No restrictions could be placed on foreign investment—corporations
could control entire sectors.
This
would force open dozens of services, including ones where state-owned
enterprises, like the national telephone company in Uruguay or the
national postal service of Italy, now operate. Previously, public
services would be either broken up or forced into competition with
foreign service providers. While the United States and European Union
assured in a joint statement that such privatization need not be
permanent, they also “noted the important complementary role of the
private sector in these areas” to “improve the availability and
diversity of services,” which doesn’t exactly connote a hands-off
policy on the public commons.
Corporations
would get to comment on any new regulatory attempts, and enforce this
regulatory straitjacket through a dispute mechanism similar to the
investor-state dispute settlement (ISDS) process in other trade
agreements, where they could win money equal to “expected future
profits” lost through violations of the regulatory cap.
For
an example of how this would work, let’s look at financial
services. It too has a “standstill” clause, which given the
unpredictability of future crises could leave governments helpless to
stop a new and dangerous financial innovation. In fact, Switzerland
has proposed that all TiSA countries must allow “any new financial
service” to enter their market. So-called “prudential
regulations” to protect investors or depositors are theoretically
allowed, but they must not act contrary to TiSA rules, rendering them
somewhat irrelevant.
Most
controversially, all financial services suppliers could transfer
individual client data out of a TiSA country for processing,
regardless of national privacy laws. This free flow of data across
borders is true for the e-commerce
annex as
well; it breaks with thousands
of years of precedent on
locally kept business records, and has privacy
advocates alarmed.
There’s
no question that these provisions reinforce Senator Elizabeth
Warren’s contention that a trade deal could undermine
financial regulations like
the Dodd-Frank Act. The Swiss proposal on allowances for financial
services could invalidate derivatives rules, for example.

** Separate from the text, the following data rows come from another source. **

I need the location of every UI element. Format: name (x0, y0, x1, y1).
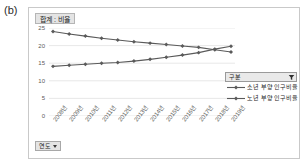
data-point-marker[interactable] (197, 51, 201, 55)
data-point-marker[interactable] (67, 63, 71, 67)
figure-panel: (b) 합계 : 비율 0510152025 2008년2009년2010년20… (0, 0, 306, 168)
data-point-marker[interactable] (100, 61, 104, 65)
data-point-marker[interactable] (51, 30, 55, 34)
data-point-marker[interactable] (83, 34, 87, 38)
data-point-marker[interactable] (132, 59, 136, 63)
y-axis-tick-label: 10 (31, 78, 45, 84)
dimension-chip[interactable]: 연도 (35, 141, 61, 151)
chart-container: 합계 : 비율 0510152025 2008년2009년2010년2011년2… (28, 7, 300, 159)
gridlines (49, 28, 235, 116)
data-point-marker[interactable] (164, 55, 168, 59)
legend-header-label: 구분 (229, 74, 241, 80)
data-point-marker[interactable] (116, 38, 120, 42)
data-point-marker[interactable] (51, 64, 55, 68)
legend-panel: 구분 소년 부양 인구비율노년 부양 인구비율 (225, 72, 297, 104)
legend-marker-icon (227, 84, 245, 91)
legend-items: 소년 부양 인구비율노년 부양 인구비율 (225, 82, 297, 104)
data-point-marker[interactable] (197, 45, 201, 49)
data-point-marker[interactable] (116, 61, 120, 65)
data-point-marker[interactable] (229, 50, 233, 54)
legend-item-label: 소년 부양 인구비율 (247, 84, 298, 91)
legend-item[interactable]: 소년 부양 인구비율 (225, 82, 297, 93)
legend-marker-icon (227, 95, 245, 102)
filter-icon[interactable] (288, 74, 295, 81)
line-chart-svg (49, 28, 235, 116)
series-layer (51, 30, 233, 69)
y-axis-tick-label: 5 (31, 95, 45, 101)
y-axis-tick-label: 0 (31, 113, 45, 119)
data-point-marker[interactable] (180, 53, 184, 57)
plot-area (49, 28, 235, 116)
dimension-chip-label: 연도 (39, 142, 51, 150)
legend-header[interactable]: 구분 (225, 72, 297, 82)
y-axis-tick-label: 25 (31, 25, 45, 31)
data-point-marker[interactable] (148, 41, 152, 45)
data-point-marker[interactable] (132, 40, 136, 44)
y-axis-tick-label: 15 (31, 60, 45, 66)
y-axis-tick-label: 20 (31, 43, 45, 49)
legend-item-label: 노년 부양 인구비율 (247, 95, 298, 102)
data-point-marker[interactable] (100, 36, 104, 40)
figure-caption: (b) (4, 4, 17, 16)
data-point-marker[interactable] (67, 32, 71, 36)
series-line (53, 32, 231, 52)
measure-title-chip[interactable]: 합계 : 비율 (35, 13, 75, 24)
chevron-down-icon[interactable] (53, 145, 57, 148)
data-point-marker[interactable] (229, 44, 233, 48)
legend-item[interactable]: 노년 부양 인구비율 (225, 93, 297, 104)
data-point-marker[interactable] (148, 57, 152, 61)
data-point-marker[interactable] (180, 44, 184, 48)
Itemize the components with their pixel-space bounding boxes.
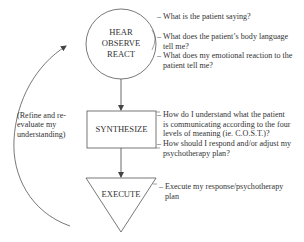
observe-label-line: OBSERVE — [86, 38, 156, 49]
bullet-dash: – — [157, 139, 161, 149]
bullet-text: What does the patient’s body language — [157, 32, 288, 42]
observe-label-line: REACT — [86, 49, 156, 60]
bullet-dash: – — [159, 182, 163, 192]
bullet-text: psychotherapy plan? — [157, 149, 291, 159]
bullet-text: Execute my response/psychotherapy — [159, 182, 283, 192]
observe-node-label: HEAR OBSERVE REACT — [86, 27, 156, 60]
feedback-line: (Refine and re- — [17, 111, 66, 120]
observe-bullet: – What does my emotional reaction to the… — [157, 51, 292, 70]
execute-bullet: – Execute my response/psychotherapy plan — [159, 182, 283, 201]
synthesize-bullet: – How should I respond and/or adjust my … — [157, 139, 291, 158]
feedback-line: evaluate my — [17, 120, 66, 129]
feedback-line: understanding) — [17, 130, 66, 139]
bullet-dash: – — [157, 12, 161, 22]
execute-node-label: EXECUTE — [86, 189, 156, 200]
bullet-text: levels of meaning (ie. C.O.S.T.)? — [157, 129, 290, 139]
bullet-text: tell me? — [157, 42, 288, 52]
execute-node-triangle — [86, 178, 156, 232]
bullet-text: plan — [159, 192, 283, 202]
bullet-dash: – — [157, 51, 161, 61]
bullet-text: How do I understand what the patient — [157, 110, 290, 120]
bullet-dash: – — [157, 110, 161, 120]
feedback-loop-label: (Refine and re- evaluate my understandin… — [17, 111, 66, 139]
observe-label-line: HEAR — [86, 27, 156, 38]
bullet-text: What is the patient saying? — [157, 12, 251, 22]
bullet-dash: – — [157, 32, 161, 42]
bullet-text: patient tell me? — [157, 61, 292, 71]
bullet-text: What does my emotional reaction to the — [157, 51, 292, 61]
synthesize-bullet: – How do I understand what the patient i… — [157, 110, 290, 139]
synthesize-node-label: SYNTHESIZE — [87, 124, 156, 135]
observe-bullet: – What does the patient’s body language … — [157, 32, 288, 51]
bullet-text: is communicating according to the four — [157, 120, 290, 130]
bullet-text: How should I respond and/or adjust my — [157, 139, 291, 149]
observe-bullet: – What is the patient saying? — [157, 12, 251, 22]
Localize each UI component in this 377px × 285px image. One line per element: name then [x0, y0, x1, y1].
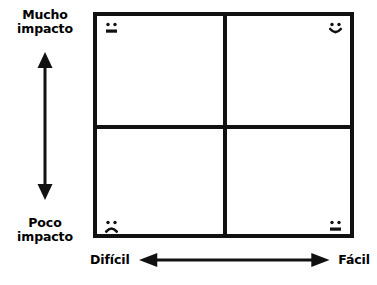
x-axis-arrow — [136, 250, 333, 270]
quadrant-bottom-left[interactable] — [97, 129, 223, 239]
sad-face-icon — [103, 219, 120, 234]
double-headed-horizontal-arrow-icon — [138, 250, 331, 270]
y-axis: Mucho impacto Poco impacto — [0, 6, 90, 246]
x-axis-left-label: Difícil — [90, 253, 130, 267]
neutral-face-icon — [103, 21, 120, 36]
x-axis: Difícil Fácil — [90, 247, 370, 273]
y-axis-arrow — [0, 36, 90, 216]
neutral-face-icon — [327, 219, 344, 234]
impact-effort-matrix: Mucho impacto Poco impacto — [0, 0, 377, 285]
x-axis-right-label: Fácil — [338, 253, 370, 267]
quadrant-top-left[interactable] — [97, 16, 223, 125]
y-axis-bottom-label: Poco impacto — [17, 216, 73, 244]
y-axis-top-label: Mucho impacto — [17, 8, 73, 36]
happy-face-icon — [327, 21, 344, 36]
double-headed-vertical-arrow-icon — [34, 51, 56, 201]
quadrant-bottom-right[interactable] — [227, 129, 350, 239]
matrix-box — [93, 12, 354, 238]
quadrant-top-right[interactable] — [227, 16, 350, 125]
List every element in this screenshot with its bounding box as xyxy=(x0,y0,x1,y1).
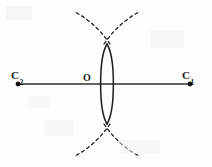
label-c2-subscript: 2 xyxy=(20,78,24,87)
label-origin: O xyxy=(83,68,91,84)
dashed-arc-upper-right xyxy=(104,12,139,44)
dashed-arc-lower-left xyxy=(75,124,110,156)
label-c1: C1 xyxy=(182,66,194,85)
diagram-canvas xyxy=(0,0,212,167)
label-c1-subscript: 1 xyxy=(191,78,195,87)
dashed-arc-lower-right xyxy=(104,124,139,156)
figure-container: C2 O C1 xyxy=(0,0,212,167)
dashed-arc-upper-left xyxy=(75,12,110,44)
label-c2: C2 xyxy=(11,66,23,85)
label-c1-main: C xyxy=(182,69,190,81)
label-origin-main: O xyxy=(83,72,91,83)
label-c2-main: C xyxy=(11,69,19,81)
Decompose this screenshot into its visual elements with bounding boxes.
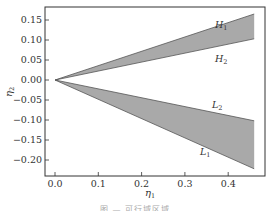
- y-tick-label: 0.10: [21, 34, 42, 45]
- y-tick-label: −0.10: [13, 114, 42, 125]
- y-tick-label: −0.20: [13, 154, 42, 165]
- label-L2: L2: [211, 99, 222, 112]
- label-H2: H2: [214, 53, 227, 66]
- y-tick-label: −0.05: [13, 94, 42, 105]
- y-axis-ticks: 0.150.100.050.00−0.05−0.10−0.15−0.20: [13, 14, 49, 165]
- y-tick-label: 0.15: [21, 14, 42, 25]
- x-axis-ticks: 0.00.10.20.30.4: [47, 172, 235, 189]
- figure-caption: 图 — 可行域区域: [0, 203, 270, 211]
- chart-svg: 0.00.10.20.30.4 0.150.100.050.00−0.05−0.…: [0, 0, 270, 211]
- x-tick-label: 0.1: [91, 178, 106, 189]
- filled-regions: [55, 14, 254, 169]
- x-tick-label: 0.0: [47, 178, 62, 189]
- x-tick-label: 0.3: [177, 178, 192, 189]
- y-tick-label: 0.00: [21, 74, 42, 85]
- y-tick-label: −0.15: [13, 134, 42, 145]
- x-axis-label: η1: [145, 187, 155, 200]
- x-tick-label: 0.4: [221, 178, 236, 189]
- y-tick-label: 0.05: [21, 54, 42, 65]
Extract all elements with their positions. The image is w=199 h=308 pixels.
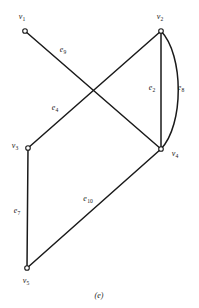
edge-label-e10: e10 (83, 195, 92, 203)
edge-label-e7: e7 (14, 207, 21, 215)
vertex-label-v2: v2 (157, 13, 164, 21)
edge-layer (25, 31, 178, 268)
graph-canvas (0, 0, 199, 308)
edge-e8 (161, 31, 178, 149)
vertex-v2 (159, 29, 164, 34)
vertex-label-v3: v3 (12, 142, 19, 150)
edge-label-e2: e2 (149, 84, 156, 92)
edge-label-e9: e9 (60, 46, 67, 54)
edge-label-e8: e8 (178, 84, 185, 92)
vertex-v1 (23, 29, 28, 34)
vertex-label-v5: v5 (23, 277, 30, 285)
vertex-v4 (159, 147, 164, 152)
vertex-label-v1: v1 (19, 13, 26, 21)
figure-caption: (e) (95, 291, 104, 300)
graph-figure: v1 v2 v3 v4 v5 e9 e4 e2 e8 e7 e10 (e) (0, 0, 199, 308)
vertex-v5 (25, 266, 30, 271)
edge-e7 (27, 148, 28, 268)
edge-e10 (27, 149, 161, 268)
vertex-layer (23, 29, 164, 271)
edge-label-e4: e4 (52, 104, 59, 112)
edge-e4 (28, 31, 161, 148)
vertex-label-v4: v4 (172, 150, 179, 158)
vertex-v3 (26, 146, 31, 151)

And
harmonizing regulations between the U.S. and EU would involve some
alteration, as the EU rules are less stringent.
Member
countries claim they want to simply open up trade in services between
the 51 nations in the agreement. But there’s already an
international deal governing these sectors through the World Trade
Organization (WTO), called the General Agreement on Trade in Services
(GATS). The only reason to re-write the rules is to replace GATS,
which the European Union readily
admits (“if
enough WTO members join in, TiSA could be turned into a broader WTO
agreement”).
That’s
perhaps TiSA’s real goal—to pry open markets, deregulate and
privatize services worldwide,
even among emerging nations with no input into the agreement. U.S.

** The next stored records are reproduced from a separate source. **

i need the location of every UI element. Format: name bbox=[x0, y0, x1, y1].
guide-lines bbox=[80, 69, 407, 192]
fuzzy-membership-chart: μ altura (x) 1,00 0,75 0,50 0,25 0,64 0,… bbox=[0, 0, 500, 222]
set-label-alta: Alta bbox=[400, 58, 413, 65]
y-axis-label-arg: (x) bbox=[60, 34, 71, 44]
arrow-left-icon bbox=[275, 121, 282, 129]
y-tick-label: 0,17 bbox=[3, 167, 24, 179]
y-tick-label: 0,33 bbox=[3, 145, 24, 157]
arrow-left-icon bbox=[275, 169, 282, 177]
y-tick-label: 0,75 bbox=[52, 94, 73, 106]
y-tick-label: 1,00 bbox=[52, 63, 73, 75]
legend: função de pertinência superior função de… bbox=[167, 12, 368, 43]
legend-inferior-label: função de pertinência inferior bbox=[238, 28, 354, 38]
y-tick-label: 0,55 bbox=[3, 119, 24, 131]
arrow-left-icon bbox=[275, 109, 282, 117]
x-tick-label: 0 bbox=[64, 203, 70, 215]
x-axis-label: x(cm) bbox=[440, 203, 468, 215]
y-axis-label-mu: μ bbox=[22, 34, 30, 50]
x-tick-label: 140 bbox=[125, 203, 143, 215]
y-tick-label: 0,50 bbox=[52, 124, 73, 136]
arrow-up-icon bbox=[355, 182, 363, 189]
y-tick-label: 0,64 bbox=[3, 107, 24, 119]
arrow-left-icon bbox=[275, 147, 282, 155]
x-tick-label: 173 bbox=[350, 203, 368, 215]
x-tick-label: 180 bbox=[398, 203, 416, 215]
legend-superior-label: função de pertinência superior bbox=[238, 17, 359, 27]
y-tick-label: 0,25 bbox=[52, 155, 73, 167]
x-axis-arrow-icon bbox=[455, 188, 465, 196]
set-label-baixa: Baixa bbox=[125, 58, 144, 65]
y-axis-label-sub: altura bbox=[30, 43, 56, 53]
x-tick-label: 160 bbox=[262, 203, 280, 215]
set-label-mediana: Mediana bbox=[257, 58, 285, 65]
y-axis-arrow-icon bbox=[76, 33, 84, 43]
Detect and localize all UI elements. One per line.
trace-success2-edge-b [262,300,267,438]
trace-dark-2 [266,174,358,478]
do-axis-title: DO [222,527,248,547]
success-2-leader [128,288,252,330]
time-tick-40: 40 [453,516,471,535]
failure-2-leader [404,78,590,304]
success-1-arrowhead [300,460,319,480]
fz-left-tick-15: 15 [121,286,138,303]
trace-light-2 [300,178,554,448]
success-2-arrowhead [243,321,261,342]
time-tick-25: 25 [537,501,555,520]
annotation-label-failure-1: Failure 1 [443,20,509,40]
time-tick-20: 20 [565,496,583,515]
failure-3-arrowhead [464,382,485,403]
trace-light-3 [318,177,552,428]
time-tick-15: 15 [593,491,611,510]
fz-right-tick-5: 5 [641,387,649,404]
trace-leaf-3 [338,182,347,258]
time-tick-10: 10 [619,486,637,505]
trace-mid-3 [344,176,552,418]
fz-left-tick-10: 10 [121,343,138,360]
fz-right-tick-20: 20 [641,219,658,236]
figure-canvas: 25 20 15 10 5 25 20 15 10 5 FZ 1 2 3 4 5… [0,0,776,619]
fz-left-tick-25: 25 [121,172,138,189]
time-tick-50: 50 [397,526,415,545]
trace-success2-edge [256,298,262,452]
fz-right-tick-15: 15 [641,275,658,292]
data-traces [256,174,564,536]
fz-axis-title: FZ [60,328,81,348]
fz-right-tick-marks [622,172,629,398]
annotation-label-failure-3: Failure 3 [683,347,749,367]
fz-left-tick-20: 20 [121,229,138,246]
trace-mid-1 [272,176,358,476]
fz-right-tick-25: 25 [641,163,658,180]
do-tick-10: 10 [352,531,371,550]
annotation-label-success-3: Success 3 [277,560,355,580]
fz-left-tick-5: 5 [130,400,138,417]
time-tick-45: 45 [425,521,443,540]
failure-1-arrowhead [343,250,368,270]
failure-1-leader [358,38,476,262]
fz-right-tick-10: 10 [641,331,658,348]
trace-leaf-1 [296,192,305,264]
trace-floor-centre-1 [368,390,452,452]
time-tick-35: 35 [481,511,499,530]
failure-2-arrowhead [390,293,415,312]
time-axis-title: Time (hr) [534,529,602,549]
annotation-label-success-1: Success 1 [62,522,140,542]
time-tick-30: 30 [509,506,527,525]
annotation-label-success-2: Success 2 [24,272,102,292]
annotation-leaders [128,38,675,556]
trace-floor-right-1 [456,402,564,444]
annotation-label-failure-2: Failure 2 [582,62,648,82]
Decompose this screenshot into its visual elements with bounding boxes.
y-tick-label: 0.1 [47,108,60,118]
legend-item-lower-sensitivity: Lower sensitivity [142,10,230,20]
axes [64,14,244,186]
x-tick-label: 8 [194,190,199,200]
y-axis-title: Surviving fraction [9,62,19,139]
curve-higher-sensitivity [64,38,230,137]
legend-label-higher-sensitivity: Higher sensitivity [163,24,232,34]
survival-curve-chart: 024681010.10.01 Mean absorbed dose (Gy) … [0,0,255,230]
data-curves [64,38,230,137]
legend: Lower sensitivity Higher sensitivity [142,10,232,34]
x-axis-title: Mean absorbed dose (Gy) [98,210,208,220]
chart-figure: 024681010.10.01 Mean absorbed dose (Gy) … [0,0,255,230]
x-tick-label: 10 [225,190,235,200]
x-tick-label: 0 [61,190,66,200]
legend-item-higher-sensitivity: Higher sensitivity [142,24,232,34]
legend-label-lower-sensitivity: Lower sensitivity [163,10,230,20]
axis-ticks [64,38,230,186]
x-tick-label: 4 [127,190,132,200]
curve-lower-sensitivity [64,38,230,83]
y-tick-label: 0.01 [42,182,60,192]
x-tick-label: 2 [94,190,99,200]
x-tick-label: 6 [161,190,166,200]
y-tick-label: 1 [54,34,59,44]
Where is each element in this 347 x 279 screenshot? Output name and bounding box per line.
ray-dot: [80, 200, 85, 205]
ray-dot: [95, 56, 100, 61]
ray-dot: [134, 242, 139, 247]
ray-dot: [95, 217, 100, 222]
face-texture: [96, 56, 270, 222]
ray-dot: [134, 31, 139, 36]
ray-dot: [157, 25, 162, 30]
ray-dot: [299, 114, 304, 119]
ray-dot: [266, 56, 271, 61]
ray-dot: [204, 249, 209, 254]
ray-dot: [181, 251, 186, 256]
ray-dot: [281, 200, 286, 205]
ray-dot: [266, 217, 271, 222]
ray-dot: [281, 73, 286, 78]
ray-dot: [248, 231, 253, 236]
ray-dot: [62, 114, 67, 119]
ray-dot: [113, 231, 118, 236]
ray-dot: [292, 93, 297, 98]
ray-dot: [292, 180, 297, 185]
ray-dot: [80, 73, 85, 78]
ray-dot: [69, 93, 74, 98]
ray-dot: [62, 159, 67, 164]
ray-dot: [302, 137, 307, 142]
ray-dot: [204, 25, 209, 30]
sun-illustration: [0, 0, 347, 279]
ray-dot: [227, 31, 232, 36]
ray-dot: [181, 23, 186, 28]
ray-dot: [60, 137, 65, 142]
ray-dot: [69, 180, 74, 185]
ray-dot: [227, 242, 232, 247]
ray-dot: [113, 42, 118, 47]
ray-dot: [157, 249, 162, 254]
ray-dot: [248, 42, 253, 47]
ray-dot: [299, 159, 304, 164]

corporations may benefit from such a structure, as the Chamber
of Commerce suggests,
but the impact on workers and citizens in America and across the
globe is far less clear. Social, cultural, and even public health
goals would be sidelined in favor of a regime that puts corporate
profits first. It effectively nullifies the role of democratic
governments to operate in the best interest of their constituents.
Unsurprisingly,
this has raised far more concern globally than
in the United States. But a completed TiSA would go through the same
fast-track process as TPP, getting a guaranteed up-or-down vote in
Congress without the possibility of amendment. Fast-track lasts six
years, and negotiators for the next president may be even more
willing to make the world safe for corporate hegemony. “This is
as big a blow to our rights and freedom as the Trans-Pacific
Partnership,” said Larry Cohen, president of the Communication
Workers of America in a statement, “and in both cases our
government’s secrecy is the key enabler.”